Wednesday, 11/29/2017 3:23:22 PM

Wednesday, November 29, 2017 3:23:22 PM

Post# of 464084
No, Multiple Sclerosis Is Not At Synapses

seems like its more like replacing a damaged female or male end of an electrical cord, to allow electrical current to run through the cord (again).


The location of multiple sclerosis pathologies is not at the nerve ends, it's along the nerve itself.

Nerve ends, of course, are the synapses, where two nerve cells connect, across which the nerve impulse must "jump," with a neurotransmitter.

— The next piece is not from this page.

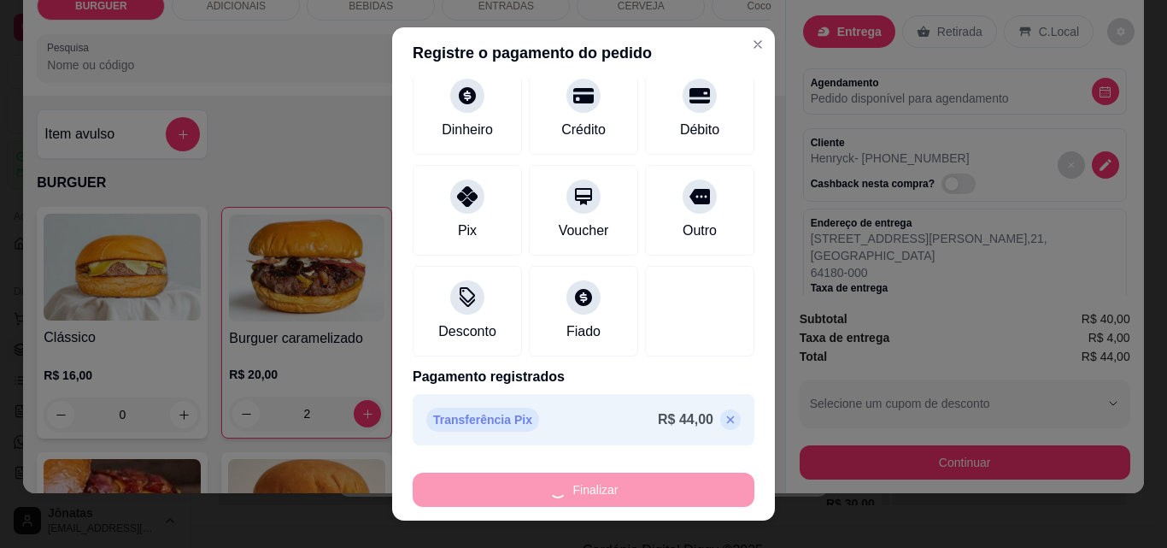  What do you see at coordinates (584, 53) in the screenshot?
I see `header: Registre o pagamento do pedido` at bounding box center [584, 53].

That's how the existing Alzheimer's drugs work. Most of them (at least three) are acetylcholinesterase inhibitors. Acetylcholinesterase is a naturally-occurring enzyme that disables acetylcholine, an essential neurotransmitter that carries the nerve impulse across the tiny synapse gap between neurons along the nerve itself.

If acetylcholinesterase concentrates in the synapse, it destroys the acetylcholine neurotransmitter and nerve message transmission is inhibited.

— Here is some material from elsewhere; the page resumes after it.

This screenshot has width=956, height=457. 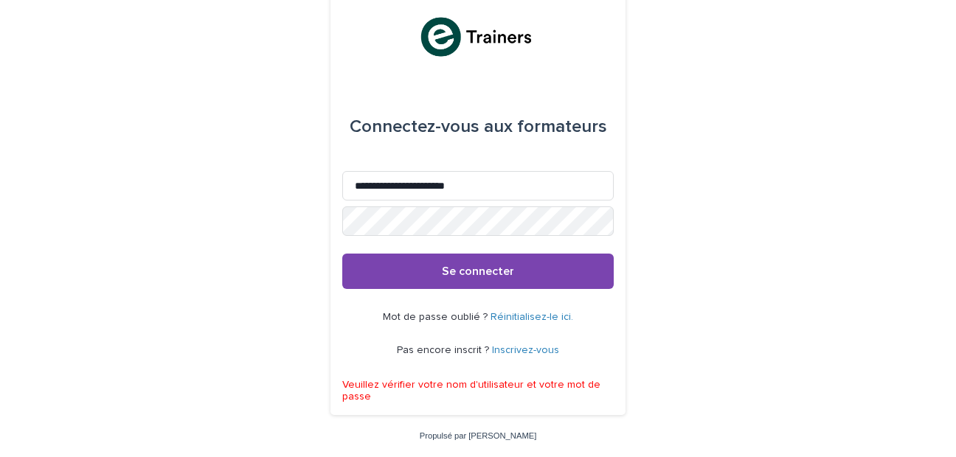 What do you see at coordinates (525, 350) in the screenshot?
I see `a: Inscrivez-vous` at bounding box center [525, 350].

In Alzheimer's, waste proteins, beta-amyloid plaques and tau tangles, can allow (among other pathologies) for the accumulation of acetylcholinesterase enzymes. The Alzheimer's drugs inhibit the production of the nerve message-disrupting proteins.

But only for a period, and never very completely. Eventually, nerve transmissions are again disrupted and the lethal course of Alzheimer's resumes.

Of course, as related previously, Anavex 2-73 works (against Alzheimer's) very differently, by restoring normal internal neuron cell processes and functions.